New ways of measuring how much male and female managers are paid under far-reaching government reporting requirements reveal the gender pay gap for the UK’s 3.3 million managers is nearly £3,000 bigger than previously understood.
According to analysis of managers’ salaries conducted by the Chartered Management Institute (CMI) and XpertHR, the gender pay gap as calculated under the new regulations stands at 26.8 per cent, with male managers on average out-earning female peers by £11,606 a year. This includes salary and bonuses, as well as perks such as car allowance and commission.

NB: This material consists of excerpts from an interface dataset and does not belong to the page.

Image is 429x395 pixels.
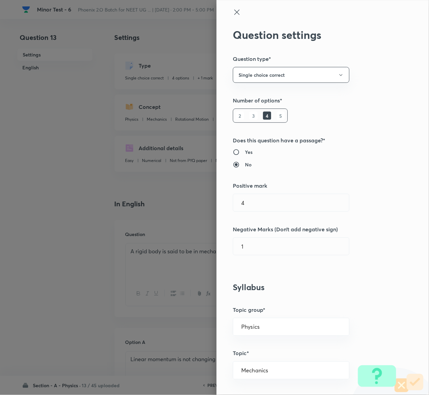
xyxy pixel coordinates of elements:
h5: Does this question have a passage?* [233,136,390,145]
input: Select a topic group [241,324,341,330]
input: Negative marks [233,238,349,255]
h5: Question type* [233,55,390,63]
h5: Positive mark [233,182,390,190]
button: Open [345,327,346,328]
h6: 4 [263,112,271,120]
button: Single choice correct [233,67,349,83]
h6: Yes [245,149,252,156]
h6: No [245,161,251,168]
h2: Question settings [233,28,390,41]
h6: 5 [276,112,284,120]
h6: 2 [236,112,244,120]
h5: Negative Marks (Don’t add negative sign) [233,225,390,234]
input: Positive marks [233,194,349,212]
h5: Topic group* [233,306,390,314]
input: Search a topic [241,368,341,374]
h5: Number of options* [233,96,390,105]
h5: Topic* [233,350,390,358]
h3: Syllabus [233,283,390,293]
button: Open [345,370,346,372]
h6: 3 [249,112,257,120]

Previous analyses of the pay gap based on managers’ basic salaries had put the gap at 23.1 per cent last year, or £8,964. Even without applying the new calculations, this year’s data show that this basic salary gap is, if anything, slightly worse at 23.6 per cent, or £9,326.
Under the government’s reporting regulations that came into effect in April 2017, large employers (250+ employees) must now publicly disclose the size of their gender pay gap. As of 22nd September, just 77 out of the 7,850 UK companies to which the new law applies have fulfilled their obligations.
This is the first time that pay gap data, compiled by XpertHR, has been published taking into account the new rules. This is based on analysis of salary data of 118,385 managers from 423 organisations over the past year.
CMI’s chief executive Ann Francke says, ‘Too many businesses are like ‘glass pyramids’ with women holding the majority of lower-paid junior roles and far fewer reaching the top. We now see those extra perks of senior management roles are creating a gender pay gap wider than previously understood. The picture is worst at the top, with male CEOs cashing-in bonuses six times larger than female counterparts’.
‘Our data show we need the government’s gender pay gap reporting regulations more than ever before. Yet, less than one per cent of companies have reported so far. Time for more companies to step up and put plans in place to fix this issue. It’s essential if UK companies are to survive and thrive in the post-Brexit world.’
The findings today also reveal that women are far more likely to fill junior management positions than men (66 per cent vs 34 per cent), and men much more likely to occupy senior positions (26 per cent of director-level roles occupied by women, 74 per cent by men). Yet, even for those women who do progress to more senior roles, the pay gap begins to widen considerably: at director-level positions, it rises to £34,144, with men earning an average of £175,673 and women £141,529.
Bonus payments are also exacerbating the problem, with the gender bonus gap across all managers standing at 46.9 per cent. This increases considerably at C-suite level, where the average bonus for a male CEO is £89,230 compared to £14,945 for a woman – an 83 per cent bonus pay gap.
This year’s analysis suggests that while pay rises are picking up for both men and women, the benefits are going disproportionately to men. Male directors picked up a 5.8 per cent increase in pay and bonuses, compared to 3.7 per cent for women (compared to 2.6 per cent and 2.4 per cent respectively last year). For managers, men outpaced women by 3.7 per cent to 3.5 per cent (when they each took home 2.4 per cent increases the year before). That means a real-terms widening of the gender pay gap for many managers.
XpertHR content director Mark Crail, says, ‘We have always known that the gender pay gap appears to widen with seniority. But the results we are publishing today enable us to quantify the gap using a large volume of reliable, checked and verified pay data, drawn directly from employer payroll systems. Some people have tried to explain the gender pay gap away as being the result of different working hours or individual career choices. But when the analysis is based on the pay of more than 100,000 individuals in well over 400 organisations, it is clear that the pay gap is a very real fact of life for UK managers.’
Pressure has been building on companies to not only follow the new regulations in disclosing gender pay, but also to publish an action plan detailing the practical steps they are proposing to close the gap.
According to research published last year by management consultants McKinsey, closing the gender pay gap would add up to £150 billion a year to the UK economy by 2025. But analysis by CMI show the scale of the challenge: with the economy needing 1.9 million new managers by 2024, 1.5 million would have to be women in order to achieve balance.
Previous research from CMI in January revealed that four out of five managers had witnessed some form of gender discrimination in the workplace, suggesting a wider cultural shift needs to take place if the gender pay gap is to be closed. To help tackle these issues, CMI last year created CMI Women, a network that aims to achieve gender parity across the UK’s management population by 2024, and to help employers unlock more value in the UK’s workforce to address the productivity gap.